We're not going to tell you a spreadsheet can't pass an exam — it can, and does, at plenty of community banks every cycle. The honest question isn't "spreadsheet or software," it's "at what point does the spreadsheet approach start costing more in labor and risk than it's worth." Here's a straight answer.

When a spreadsheet is genuinely fine

  • Small system count. If you're reconciling access across three or four systems, a well-organized spreadsheet with a consistent process behind it is a reasonable, defensible approach.
  • One clear owner. If a single person owns the process end to end and has bandwidth to run it every cycle without it becoming a fire drill, manual works.
  • Stable systems. If you're not regularly adding new applications or vendors, the reconciliation step doesn't get harder over time.

Where it starts to break down

SignalWhat it looks like
System count grows past 6-8Reconciliation time grows faster than linearly — every new system means checking it against every existing row, not just adding a column
Multiple people touch the processVersion control problems: whose copy of the spreadsheet is current, who has the latest department sign-offs
A near-miss occursA terminated employee's access lingers in one system because it wasn't on this cycle's export list
The exam takes longer each cycleExaminers ask more pointed questions as their own guidance evolves — a static process struggles to keep up

What actually changes with a platform

The value of a platform like All Access IDM isn't that it makes access review possible — you were already doing that. It's that it removes the two most time-consuming and error-prone manual steps: pulling exports system by system, and reconciling them into one roster by hand. Everything downstream — routing to department heads, tracking sign-off, filing the record — still happens, just without the reconciliation bottleneck and without a single person being a point of failure.

The tipping point isn't a fixed number of systems. It's the moment your team spends more time assembling the evidence than actually evaluating whether access is appropriate.

A simple way to check where you stand

Time your next review cycle. If pulling and reconciling data across systems takes less than half a day, you're probably still in the range where manual makes sense. If it's eating multiple days of staff time, or if you can't say with confidence how long it takes because it's spread across several people over several weeks, that's the signal worth acting on.

Not sure which side of that line you're on?

Bring your system list to a demo and we'll walk through what a connected view would look like for your specific stack.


• Exercise
Each line of the data below containing "Austin" needs to be listed.

• Data to examine
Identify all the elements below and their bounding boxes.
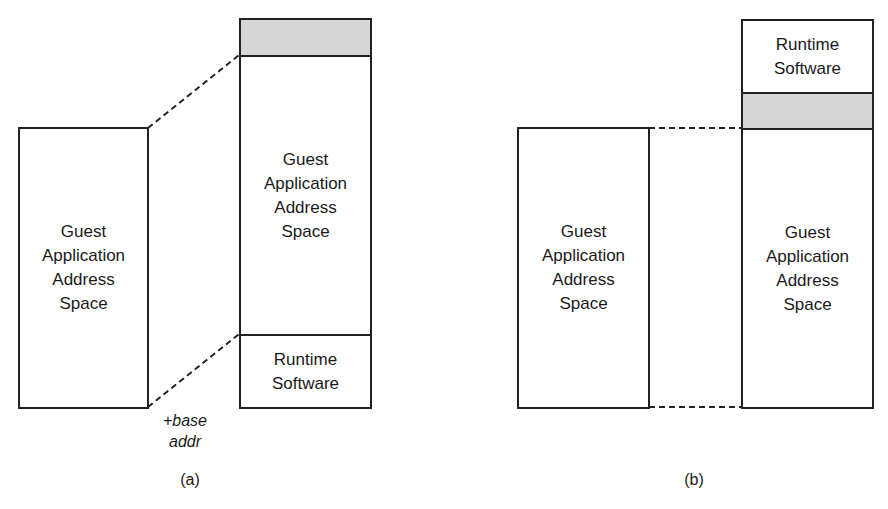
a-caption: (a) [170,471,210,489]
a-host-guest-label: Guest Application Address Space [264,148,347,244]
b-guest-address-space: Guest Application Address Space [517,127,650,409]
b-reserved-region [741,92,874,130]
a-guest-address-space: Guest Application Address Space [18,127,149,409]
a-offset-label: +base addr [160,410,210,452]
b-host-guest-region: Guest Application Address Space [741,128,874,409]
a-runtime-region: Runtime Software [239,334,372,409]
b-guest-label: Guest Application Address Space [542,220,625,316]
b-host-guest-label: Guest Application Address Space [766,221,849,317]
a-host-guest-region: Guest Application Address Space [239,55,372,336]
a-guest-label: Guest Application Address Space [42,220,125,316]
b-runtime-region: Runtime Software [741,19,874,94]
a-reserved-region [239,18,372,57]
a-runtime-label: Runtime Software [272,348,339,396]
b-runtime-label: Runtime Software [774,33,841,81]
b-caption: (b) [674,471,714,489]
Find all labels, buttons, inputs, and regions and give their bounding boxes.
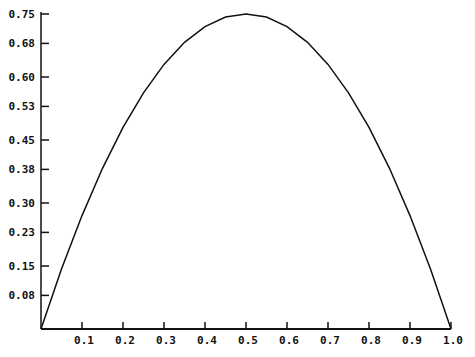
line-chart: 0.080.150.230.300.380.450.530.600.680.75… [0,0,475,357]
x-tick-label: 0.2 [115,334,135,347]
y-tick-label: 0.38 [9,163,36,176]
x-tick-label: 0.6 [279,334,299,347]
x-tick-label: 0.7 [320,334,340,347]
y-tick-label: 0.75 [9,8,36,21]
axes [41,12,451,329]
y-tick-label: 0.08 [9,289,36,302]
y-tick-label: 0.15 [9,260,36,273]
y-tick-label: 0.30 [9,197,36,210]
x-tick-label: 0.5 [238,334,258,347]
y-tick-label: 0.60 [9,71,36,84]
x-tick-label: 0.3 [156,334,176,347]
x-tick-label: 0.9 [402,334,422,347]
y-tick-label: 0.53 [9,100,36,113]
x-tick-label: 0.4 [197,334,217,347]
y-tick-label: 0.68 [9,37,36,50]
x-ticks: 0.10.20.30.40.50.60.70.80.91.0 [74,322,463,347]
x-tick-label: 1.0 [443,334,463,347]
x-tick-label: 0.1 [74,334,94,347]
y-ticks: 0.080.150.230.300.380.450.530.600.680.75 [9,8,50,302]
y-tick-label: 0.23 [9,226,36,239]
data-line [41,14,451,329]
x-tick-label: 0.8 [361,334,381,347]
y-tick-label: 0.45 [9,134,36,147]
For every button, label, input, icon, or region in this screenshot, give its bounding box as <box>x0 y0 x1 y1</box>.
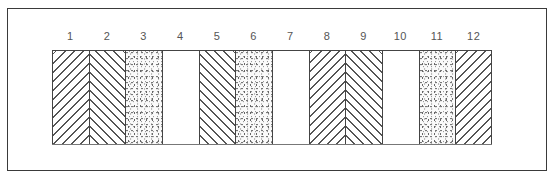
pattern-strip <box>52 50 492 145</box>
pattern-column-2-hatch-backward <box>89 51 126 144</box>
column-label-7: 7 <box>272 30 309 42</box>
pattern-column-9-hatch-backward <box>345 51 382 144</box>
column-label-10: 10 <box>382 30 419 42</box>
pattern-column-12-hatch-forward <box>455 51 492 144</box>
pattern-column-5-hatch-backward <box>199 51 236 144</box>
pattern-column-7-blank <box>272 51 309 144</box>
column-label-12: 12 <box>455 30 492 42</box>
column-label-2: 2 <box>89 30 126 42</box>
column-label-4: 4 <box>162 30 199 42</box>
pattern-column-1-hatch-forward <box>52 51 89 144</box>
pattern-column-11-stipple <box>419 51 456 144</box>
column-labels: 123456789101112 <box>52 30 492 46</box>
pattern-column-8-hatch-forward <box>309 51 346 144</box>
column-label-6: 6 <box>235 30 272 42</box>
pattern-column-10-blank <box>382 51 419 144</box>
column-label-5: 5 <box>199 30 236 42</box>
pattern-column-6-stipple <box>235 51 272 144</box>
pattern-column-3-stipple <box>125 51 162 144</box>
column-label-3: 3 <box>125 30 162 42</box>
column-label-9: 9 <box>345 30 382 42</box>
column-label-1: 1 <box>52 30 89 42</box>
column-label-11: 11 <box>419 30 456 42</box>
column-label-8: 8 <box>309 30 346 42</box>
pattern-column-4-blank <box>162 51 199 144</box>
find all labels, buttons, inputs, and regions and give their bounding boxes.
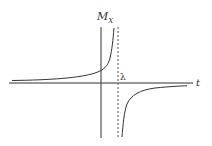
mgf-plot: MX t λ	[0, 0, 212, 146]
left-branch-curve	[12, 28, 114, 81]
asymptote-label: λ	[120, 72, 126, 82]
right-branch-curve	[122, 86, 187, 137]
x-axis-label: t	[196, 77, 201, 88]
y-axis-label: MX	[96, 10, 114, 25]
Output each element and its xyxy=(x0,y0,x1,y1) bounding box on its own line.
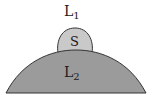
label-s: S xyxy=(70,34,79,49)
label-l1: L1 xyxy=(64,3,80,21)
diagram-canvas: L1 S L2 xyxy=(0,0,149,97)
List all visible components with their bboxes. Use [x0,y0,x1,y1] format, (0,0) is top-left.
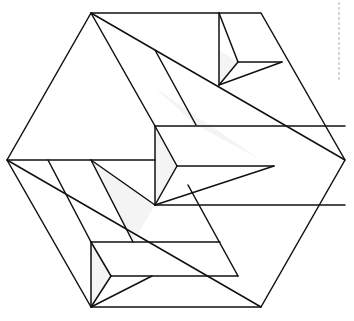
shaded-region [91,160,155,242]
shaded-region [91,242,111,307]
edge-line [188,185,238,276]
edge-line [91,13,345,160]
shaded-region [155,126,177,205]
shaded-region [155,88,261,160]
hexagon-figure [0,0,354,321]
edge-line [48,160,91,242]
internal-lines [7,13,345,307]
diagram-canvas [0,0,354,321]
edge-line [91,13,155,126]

==

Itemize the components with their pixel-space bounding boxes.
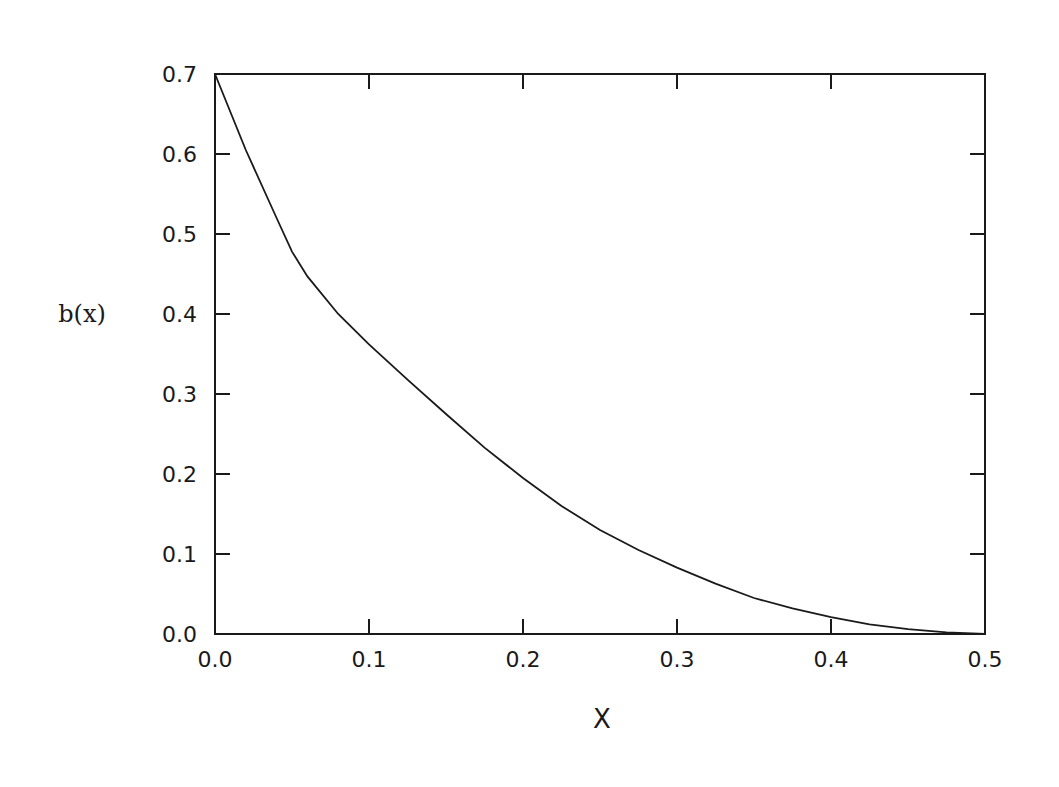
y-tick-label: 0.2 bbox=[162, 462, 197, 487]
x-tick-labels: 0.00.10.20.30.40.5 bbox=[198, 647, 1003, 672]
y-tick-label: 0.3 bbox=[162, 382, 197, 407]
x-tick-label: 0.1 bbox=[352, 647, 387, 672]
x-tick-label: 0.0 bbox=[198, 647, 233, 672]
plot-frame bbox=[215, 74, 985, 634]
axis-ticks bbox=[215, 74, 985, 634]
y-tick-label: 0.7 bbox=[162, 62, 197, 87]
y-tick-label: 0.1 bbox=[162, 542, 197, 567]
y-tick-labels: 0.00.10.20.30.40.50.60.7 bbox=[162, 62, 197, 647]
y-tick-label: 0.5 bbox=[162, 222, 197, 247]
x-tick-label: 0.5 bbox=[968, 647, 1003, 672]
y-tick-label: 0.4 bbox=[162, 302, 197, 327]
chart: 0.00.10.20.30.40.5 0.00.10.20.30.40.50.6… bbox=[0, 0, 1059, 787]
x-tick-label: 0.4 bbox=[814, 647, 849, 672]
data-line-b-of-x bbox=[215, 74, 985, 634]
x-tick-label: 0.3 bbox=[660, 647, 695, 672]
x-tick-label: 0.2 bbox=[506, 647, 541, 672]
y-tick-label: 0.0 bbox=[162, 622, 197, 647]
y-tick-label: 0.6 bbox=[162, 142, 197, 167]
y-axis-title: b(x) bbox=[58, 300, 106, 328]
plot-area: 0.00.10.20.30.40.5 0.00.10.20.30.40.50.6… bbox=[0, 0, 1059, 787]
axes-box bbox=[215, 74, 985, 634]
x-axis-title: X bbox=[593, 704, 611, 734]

...

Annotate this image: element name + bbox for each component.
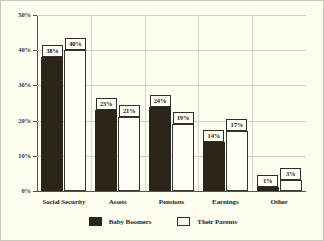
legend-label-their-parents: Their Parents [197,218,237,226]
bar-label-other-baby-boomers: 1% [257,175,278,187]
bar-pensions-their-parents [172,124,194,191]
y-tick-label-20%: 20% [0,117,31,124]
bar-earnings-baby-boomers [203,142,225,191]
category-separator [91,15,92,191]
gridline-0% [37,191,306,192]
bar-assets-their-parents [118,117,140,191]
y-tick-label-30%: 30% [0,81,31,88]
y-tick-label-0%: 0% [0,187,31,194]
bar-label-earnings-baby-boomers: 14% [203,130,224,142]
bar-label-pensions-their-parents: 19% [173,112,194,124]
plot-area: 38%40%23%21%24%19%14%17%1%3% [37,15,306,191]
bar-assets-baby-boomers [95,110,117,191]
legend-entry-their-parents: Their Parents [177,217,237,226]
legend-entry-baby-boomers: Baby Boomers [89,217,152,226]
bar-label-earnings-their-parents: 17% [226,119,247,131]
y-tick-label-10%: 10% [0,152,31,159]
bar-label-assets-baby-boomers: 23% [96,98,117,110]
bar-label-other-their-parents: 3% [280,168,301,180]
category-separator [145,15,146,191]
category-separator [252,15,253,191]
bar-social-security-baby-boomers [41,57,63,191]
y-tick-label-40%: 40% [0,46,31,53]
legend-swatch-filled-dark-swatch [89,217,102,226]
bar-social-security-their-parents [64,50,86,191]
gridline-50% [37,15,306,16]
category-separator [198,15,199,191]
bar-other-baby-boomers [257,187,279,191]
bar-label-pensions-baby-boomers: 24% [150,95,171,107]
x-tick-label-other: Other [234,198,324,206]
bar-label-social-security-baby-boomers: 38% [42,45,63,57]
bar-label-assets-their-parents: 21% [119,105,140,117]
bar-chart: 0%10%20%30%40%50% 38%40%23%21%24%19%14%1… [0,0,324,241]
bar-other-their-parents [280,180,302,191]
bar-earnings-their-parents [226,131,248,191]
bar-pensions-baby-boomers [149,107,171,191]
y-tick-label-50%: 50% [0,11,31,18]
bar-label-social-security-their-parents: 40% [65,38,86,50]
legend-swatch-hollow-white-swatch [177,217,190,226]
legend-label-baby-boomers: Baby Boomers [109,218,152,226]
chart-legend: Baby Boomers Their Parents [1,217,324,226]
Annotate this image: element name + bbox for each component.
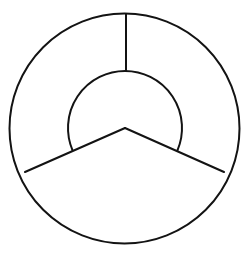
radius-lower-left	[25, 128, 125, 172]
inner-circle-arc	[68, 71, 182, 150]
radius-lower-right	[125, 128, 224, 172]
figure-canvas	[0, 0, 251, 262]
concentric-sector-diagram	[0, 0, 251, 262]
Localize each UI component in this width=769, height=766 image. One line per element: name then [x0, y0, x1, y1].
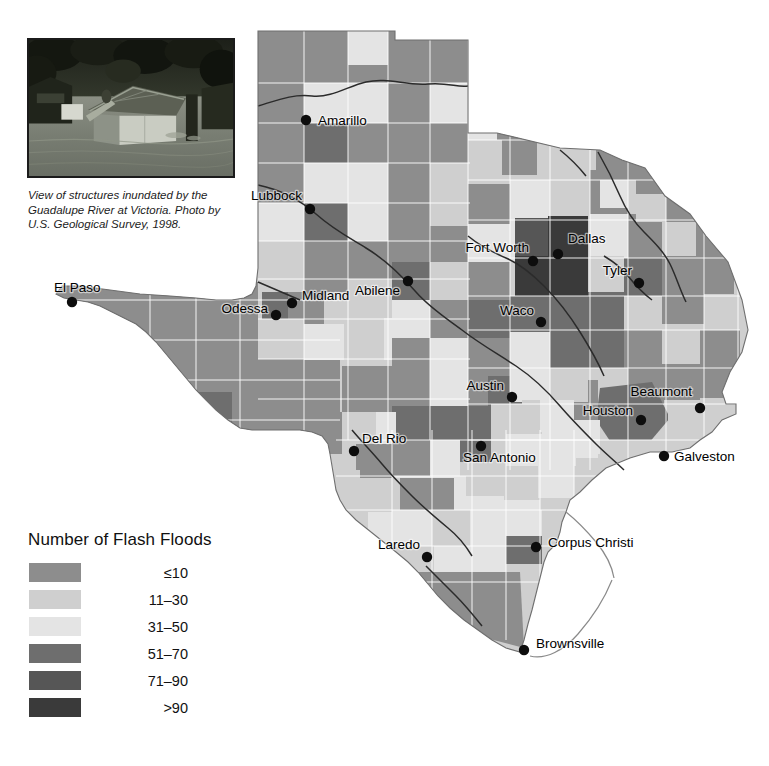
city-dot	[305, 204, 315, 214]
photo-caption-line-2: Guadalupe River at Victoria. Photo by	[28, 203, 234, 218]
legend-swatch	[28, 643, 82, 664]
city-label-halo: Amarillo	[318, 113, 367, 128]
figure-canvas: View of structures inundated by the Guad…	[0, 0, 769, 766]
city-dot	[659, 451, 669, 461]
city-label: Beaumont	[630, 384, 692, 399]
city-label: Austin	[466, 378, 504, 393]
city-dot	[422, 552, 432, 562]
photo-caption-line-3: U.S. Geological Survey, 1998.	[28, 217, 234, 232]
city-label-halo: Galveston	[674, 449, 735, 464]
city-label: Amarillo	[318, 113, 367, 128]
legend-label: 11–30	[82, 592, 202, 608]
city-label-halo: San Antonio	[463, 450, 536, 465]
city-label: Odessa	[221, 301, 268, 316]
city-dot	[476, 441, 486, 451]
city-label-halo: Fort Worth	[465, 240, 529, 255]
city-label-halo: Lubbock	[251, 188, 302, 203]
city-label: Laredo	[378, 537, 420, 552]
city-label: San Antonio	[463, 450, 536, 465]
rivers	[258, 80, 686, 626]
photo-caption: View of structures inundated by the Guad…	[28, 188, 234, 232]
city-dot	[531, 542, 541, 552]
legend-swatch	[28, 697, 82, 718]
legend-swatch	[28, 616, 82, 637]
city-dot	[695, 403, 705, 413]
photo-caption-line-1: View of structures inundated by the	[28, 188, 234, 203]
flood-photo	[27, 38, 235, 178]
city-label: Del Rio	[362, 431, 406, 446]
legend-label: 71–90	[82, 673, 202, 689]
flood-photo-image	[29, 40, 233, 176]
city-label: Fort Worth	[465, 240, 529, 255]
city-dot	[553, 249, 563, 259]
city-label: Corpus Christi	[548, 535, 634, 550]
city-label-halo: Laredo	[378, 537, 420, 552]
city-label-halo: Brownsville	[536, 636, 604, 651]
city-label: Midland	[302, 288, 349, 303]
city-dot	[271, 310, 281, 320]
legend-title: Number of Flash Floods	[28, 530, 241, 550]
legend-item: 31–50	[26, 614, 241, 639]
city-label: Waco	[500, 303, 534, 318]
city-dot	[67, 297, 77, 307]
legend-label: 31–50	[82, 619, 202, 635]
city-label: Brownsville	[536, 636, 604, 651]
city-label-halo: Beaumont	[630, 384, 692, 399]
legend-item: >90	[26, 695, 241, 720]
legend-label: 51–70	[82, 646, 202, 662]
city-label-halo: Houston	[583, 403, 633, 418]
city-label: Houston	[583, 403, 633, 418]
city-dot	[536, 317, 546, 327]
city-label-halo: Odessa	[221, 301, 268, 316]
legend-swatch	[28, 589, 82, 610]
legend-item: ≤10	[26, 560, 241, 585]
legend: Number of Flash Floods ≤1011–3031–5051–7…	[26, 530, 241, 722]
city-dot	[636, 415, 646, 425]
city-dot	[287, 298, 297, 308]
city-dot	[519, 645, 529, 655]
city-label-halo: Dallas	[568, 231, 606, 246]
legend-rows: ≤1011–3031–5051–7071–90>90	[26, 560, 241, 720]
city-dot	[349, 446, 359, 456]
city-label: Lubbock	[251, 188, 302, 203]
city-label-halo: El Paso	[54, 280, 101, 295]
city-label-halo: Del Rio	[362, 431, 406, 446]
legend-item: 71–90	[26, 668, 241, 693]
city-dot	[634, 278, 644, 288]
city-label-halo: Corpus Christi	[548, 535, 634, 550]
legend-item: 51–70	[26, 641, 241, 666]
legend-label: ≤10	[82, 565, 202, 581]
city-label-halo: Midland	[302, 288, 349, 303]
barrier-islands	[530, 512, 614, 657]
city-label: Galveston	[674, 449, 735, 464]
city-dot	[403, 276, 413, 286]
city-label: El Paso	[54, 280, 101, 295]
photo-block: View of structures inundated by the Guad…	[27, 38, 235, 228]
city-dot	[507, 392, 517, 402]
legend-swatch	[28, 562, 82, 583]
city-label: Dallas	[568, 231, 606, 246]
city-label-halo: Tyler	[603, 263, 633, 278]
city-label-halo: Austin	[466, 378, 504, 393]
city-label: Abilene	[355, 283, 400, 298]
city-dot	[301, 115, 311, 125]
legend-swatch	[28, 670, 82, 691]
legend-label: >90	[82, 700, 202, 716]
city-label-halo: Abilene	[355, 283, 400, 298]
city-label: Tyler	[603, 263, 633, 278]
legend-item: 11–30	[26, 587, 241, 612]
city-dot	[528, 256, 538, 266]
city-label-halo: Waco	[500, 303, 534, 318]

• Written solution
city-label: Austin	[466, 378, 504, 393]
city-label-halo: Austin	[466, 378, 504, 393]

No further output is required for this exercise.